## EXERCISE INPUTS
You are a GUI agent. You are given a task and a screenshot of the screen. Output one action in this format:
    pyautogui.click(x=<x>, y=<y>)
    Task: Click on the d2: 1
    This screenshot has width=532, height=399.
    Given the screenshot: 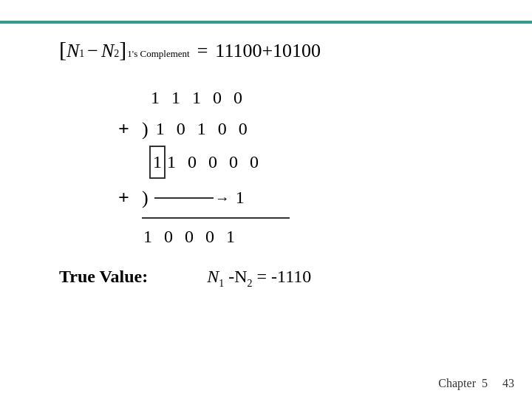 What is the action you would take?
    pyautogui.click(x=177, y=98)
    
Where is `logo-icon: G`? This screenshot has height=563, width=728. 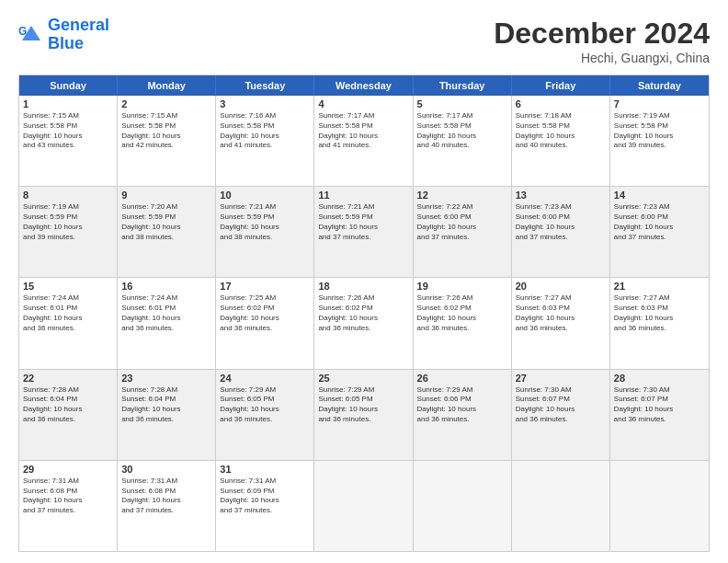
logo-icon: G is located at coordinates (31, 35).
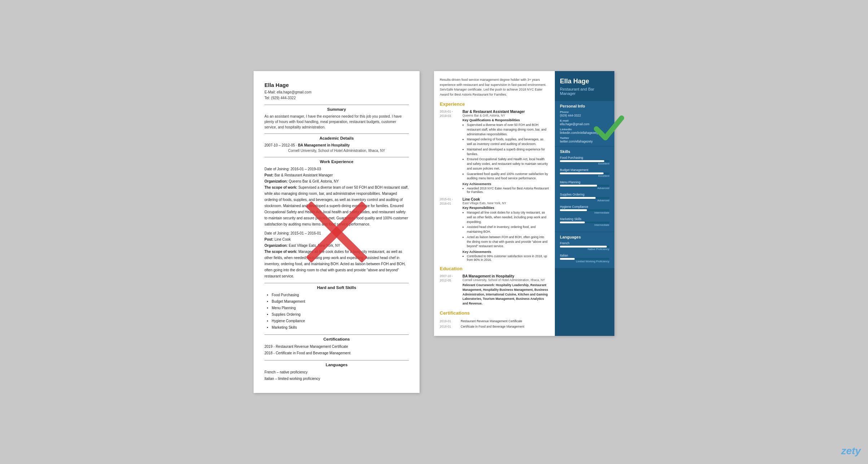 The image size is (868, 464). Describe the element at coordinates (340, 308) in the screenshot. I see `skill-3: Menu Planning` at that location.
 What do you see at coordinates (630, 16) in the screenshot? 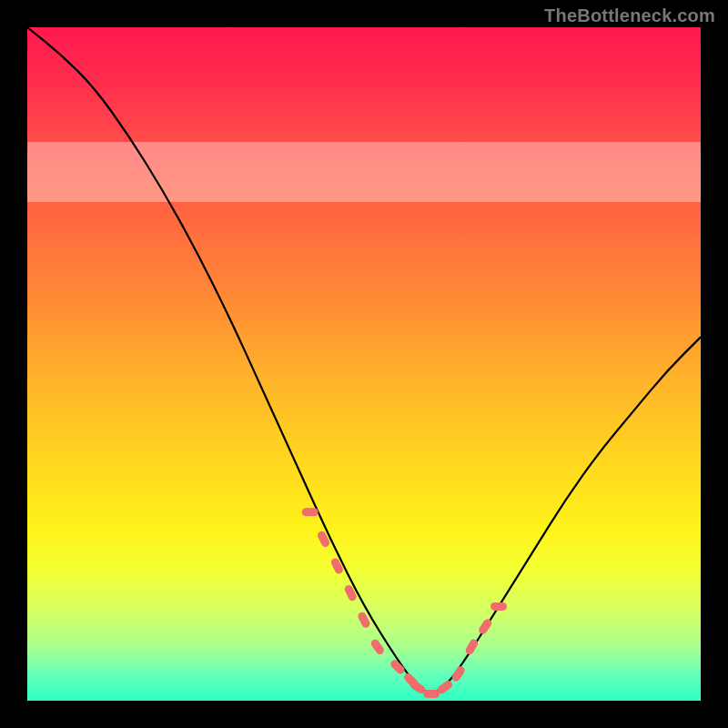
I see `watermark-text: TheBottleneck.com` at bounding box center [630, 16].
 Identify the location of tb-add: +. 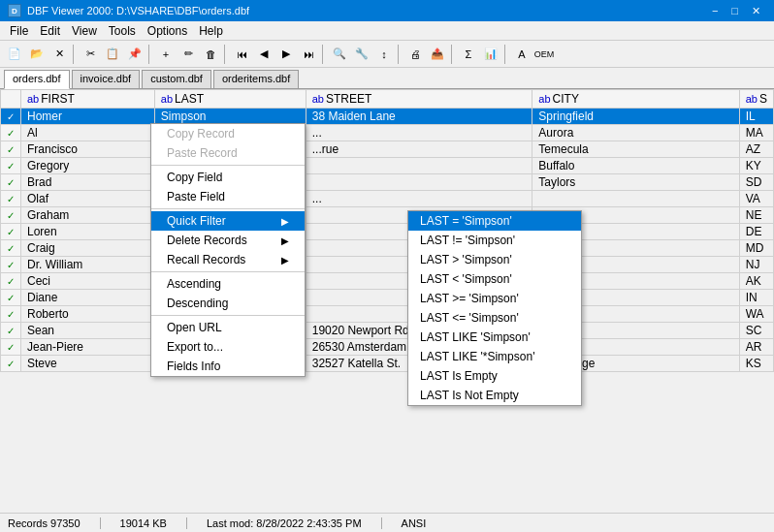
(166, 54).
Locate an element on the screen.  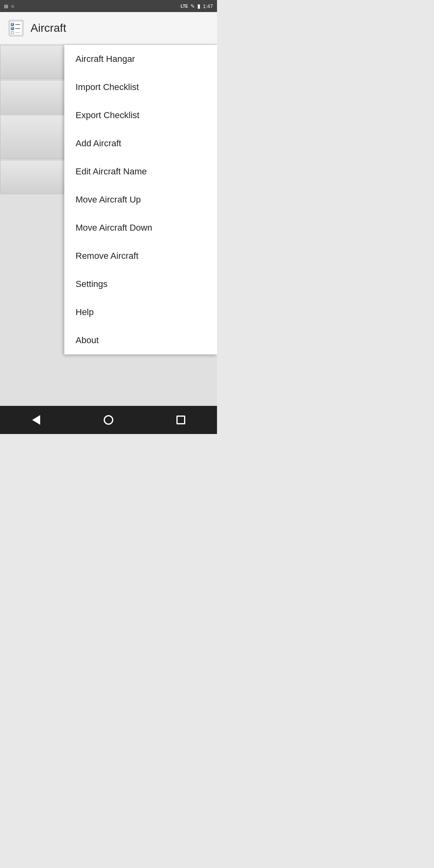
status-right: LTE ✎ ▮ 1:47 is located at coordinates (197, 6).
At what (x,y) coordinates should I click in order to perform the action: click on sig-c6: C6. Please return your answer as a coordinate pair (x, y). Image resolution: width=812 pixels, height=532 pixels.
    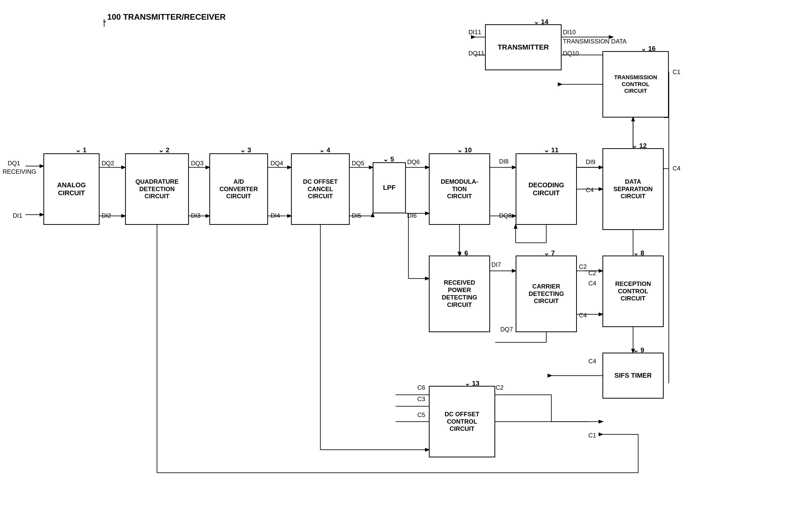
    Looking at the image, I should click on (421, 388).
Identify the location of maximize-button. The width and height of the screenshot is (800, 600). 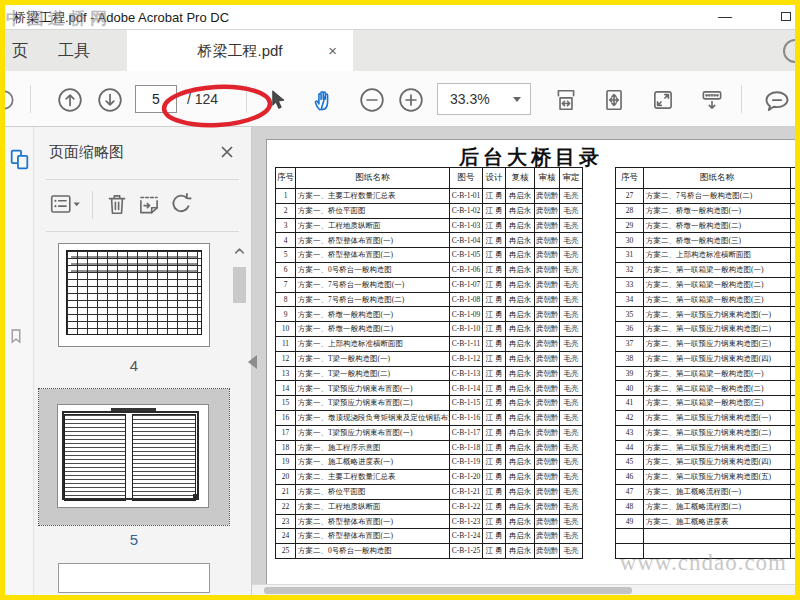
(786, 17).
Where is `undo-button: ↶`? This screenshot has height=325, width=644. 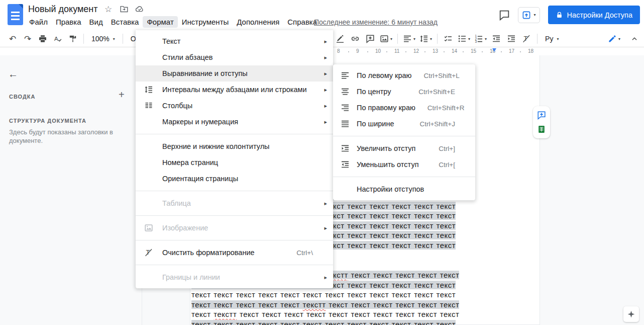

## TASK GOAL
Transcribe, please, the lines from the one holding "Identify the location of maximize-button." to the final line of the material, both included, exactly and with no extra lines, and skip the pictures.

## OUTPUT OF THE EXERCISE
Identify the location of maximize-button. The width and height of the screenshot is (800, 600). 
(786, 17).
Where is `undo-button: ↶`? This screenshot has height=325, width=644. 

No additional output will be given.